“Evening, Mrs. Kozlova,” a voice drawls, heavy with mockery. Two men step into the studio, both tall, both armed, both strangers except for the tattoos inked just below their ribs. A rook. My stomach lurches.
“What do you want?” My voice is steady even though my pulse screams.
One smirks. “Your husband’s attention.”
Hands like iron clamp around my arms, wrenching me back against a chest that reeks of cigarettes and oil. I thrash, sink my teeth into his wrist, earning a curse, but the muzzle of his gun digs into my ribs.
“Play nice,” the other sneers.
I don’t. I spit in his face.
18
ISAAC
Unlike Mikhail, Maude never steps into my office without knocking. So the instant the door flies open and she barrels inside, her face drained of color, eyes wide with panic, I know something is wrong.
I push back from my desk, tension snapping through my spine like a live wire.
“Maude?” My voice comes out rough. “What’s wrong?”
Her hands tremble as she whispers, “Katya’s gone.”
My mind stalls, refusing to process those two simple words. They shouldn’t be this hard to grasp, and yet they are. “What?”
“Katya is gone,” she whispers, as if saying her name too loudly will shatter the air between us. “I went to let her know dinner was ready, but she wasn’t there. The bed was made, her phone’s gone, and a few of her things are missing from the closet. I checked the security feed, and she slipped out several hours ago. She always tells me when she’s leaving.”
I shoot to my feet, the chair skidding back and slams into the bookshelf behind me. For a second the room blurs. My pulse hammers in my ears. She was quiet yesterday, more distant than usual, but I thought we were okay. After the hospital, after the promises we made, I thought we were moving forward, together.
Now she’s gone, and something isn’t right.
“She didn’t leave a note?” I ask, though I already know in my heart she didn’t.
Maude shakes her head. “No one saw her leave. I’ve already checked with the guards. She slipped out completely unnoticed.”

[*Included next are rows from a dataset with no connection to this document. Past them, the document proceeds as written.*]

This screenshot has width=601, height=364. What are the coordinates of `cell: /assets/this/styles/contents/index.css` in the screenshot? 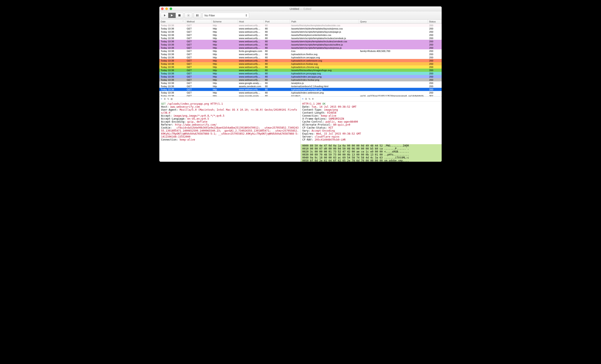 It's located at (324, 35).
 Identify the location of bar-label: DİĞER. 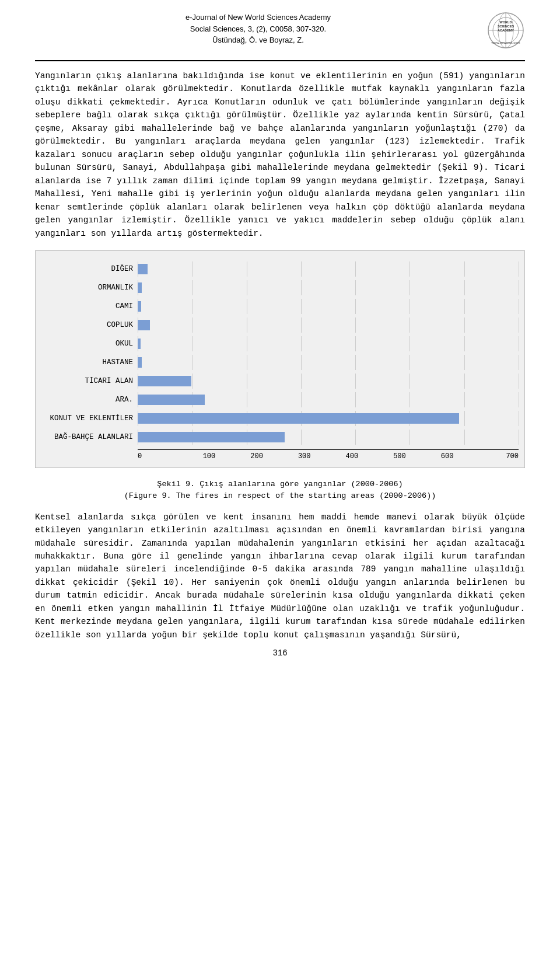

Fury sparks in my chest, not at her but at myself. I missed the signs. I let her walk out without realizing she was hurting so badly she felt she had to run.
I storm past Maude and down the hall, mind racing. I throw open our closet door. There’s a bare space where her duffel bag used to be. Half her paints are gone. Her favorite sweater, the one she always wears when she’s working, is missing from the hook behind the door.

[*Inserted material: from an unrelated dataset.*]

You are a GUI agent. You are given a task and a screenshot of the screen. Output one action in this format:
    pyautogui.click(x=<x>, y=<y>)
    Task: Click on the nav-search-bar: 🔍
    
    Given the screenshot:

She has run away, and she did it in a rush. She didn’t take everything, only what she could grab quickly.
I stand there, staring at her side of the bed, and every scenario storms through my mind. Someone took her. Someone coerced her. Someone breached our security, our walls, our reach. But if that were the case, there would’ve been noise. Struggle. Blood.
No.This was her choice. She left on purpose. Because of me. Because of this life. Because she’s pregnant and scared and doesn’t know how to live under the weight of everything I’ve handed her.
Where would she have gone? Not home, I know that for sure. After her last visit to her father, she told me that place didn’t feel like it was hers anymore. She could be with Evie, but I don’t know where Evie lives. Just as I’m pulling out my phone to call Evie, something hits me.
She once told me about a loft above a bookstore in the arts district, a place where she could vanish for days, painting until her fingers cramped and her world made sense again.
I call Mikhail and give him the address.
“On it, boss,” he says and I hang up, returning to my office to think.
I can’t go off on Katya half-cocked or I could lose her forever. No, I’ll give my men a chance to look, to confirm where she is, and then I’ll calmly bring my wife home.
Five minutes later, my phone rings and by the sharp exhale on the other end, my gut already knows.
“They have her,” Mikhail snaps. “Cameras from across the street show two of the rook-marked bastards dragged her out. We’ve got ten minutes, maybe less.”